Tsuneari Fukuda

Tsuneari Fukuda
福田 恆存
Fukuda in 1955
Born(1912-08-25)25 August 1912
Died20 November 1994(1994-11-20) (aged 82)
Other namesKōson Fukuda
Alma materTokyo Imperial University
Occupations
  • Playwright
  • Translator
  • Literary critic
Organisations
Spouse
Tsurue Nishimoto
(m. 1945)
Children
  • Kanau Fukuda
  • Hayaru Fukuda

Tsuneari Fukuda (25 August 1912 – 20 November 1994) was a Japanese playwright, translator, literary critic and public intellectual.

Born in Tokyo to a working-class family, Fukuda read English literature at Tokyo Imperial University. A scholar of D. H. Lawrence, he found his voice as a critic by contributing to literary magazines. Interested in theatre from a young age, Fukuda became associated with the shingeki genre of contemporary theatre, writing and producing numerous original plays, including The Man Who Stroked the Dragon (1952) and The Fuhrer is Still Alive! (1970), for which he was awarded the Yomiuri Prize and Grand Prize for Japanese Literature respectively. From the 1950s, he began a life-long endeavour to translate William Shakespeare's work into Japanese. He staged successful productions of these translations, starting with Hamlet in 1955, which set off a Shakespeare boom in Japan. Originally associated with the Bungakuza theatre company, he later broke away to found the Kumo and Subaru companies in 1963 and 1975 respectively.

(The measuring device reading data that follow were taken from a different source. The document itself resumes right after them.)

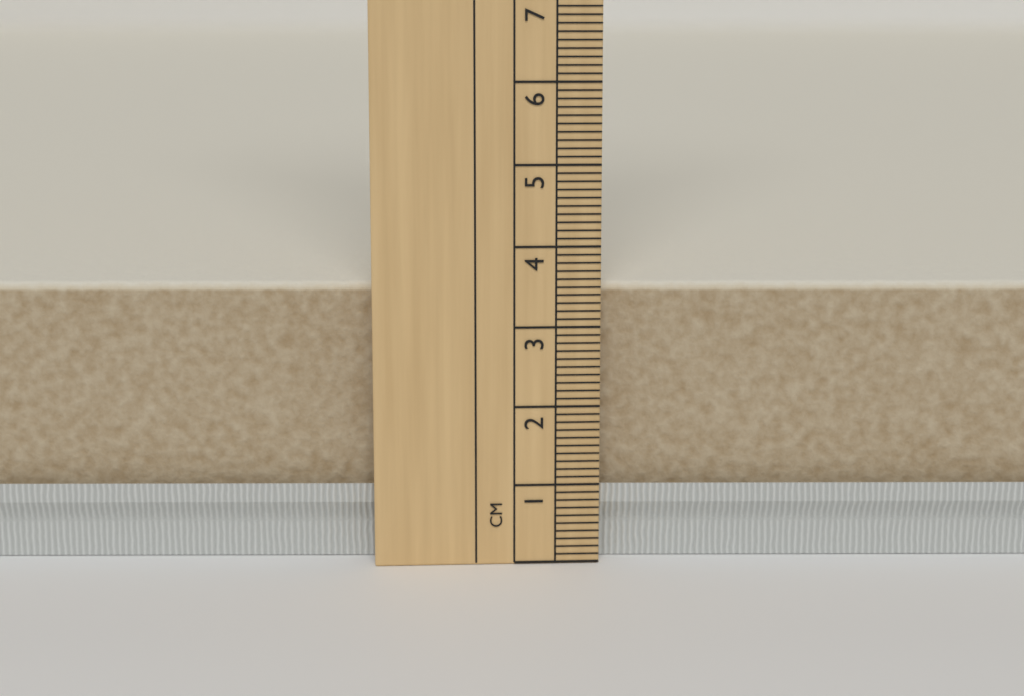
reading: 3.5 cm
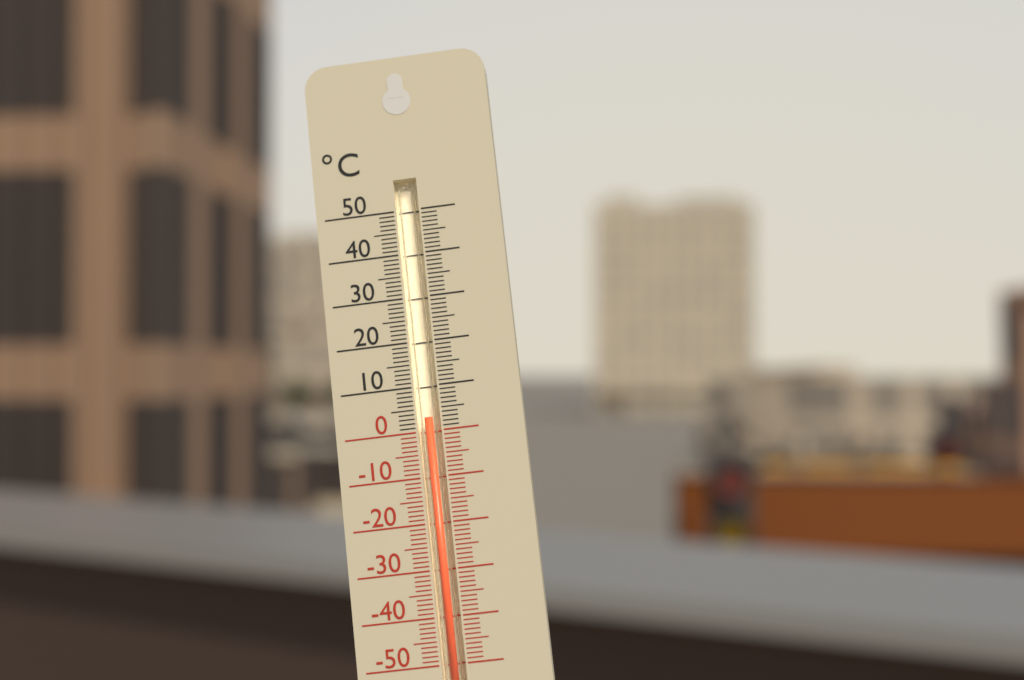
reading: 3 °C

A contributor to popular magazines such as Bungei Shunjū, Chūō Kōron, and Shokun!, Fukuda became well-known to the Japanese public as a conservative intellectual from the 1950s. He opposed the post-war Japanese script reform, and was awarded another Yomiuri Prize for his book on the subject, My Japanese Language Classroom (1960). He criticised left-wing movements, such as the Anpo protests, and questioned the dominance of pacifism in post-war Japan. A supporter of individual liberty and freedom of expression, he rejected the politicisation of art, and expressed doubts about Japanese modernisation. From 1969, he began teaching at Kyoto Sangyo University, and in 1981, he became a member of the Japan Art Academy. After suffering more than a decade of declining health, he died at Ōiso in Kanagawa Prefecture in 1994.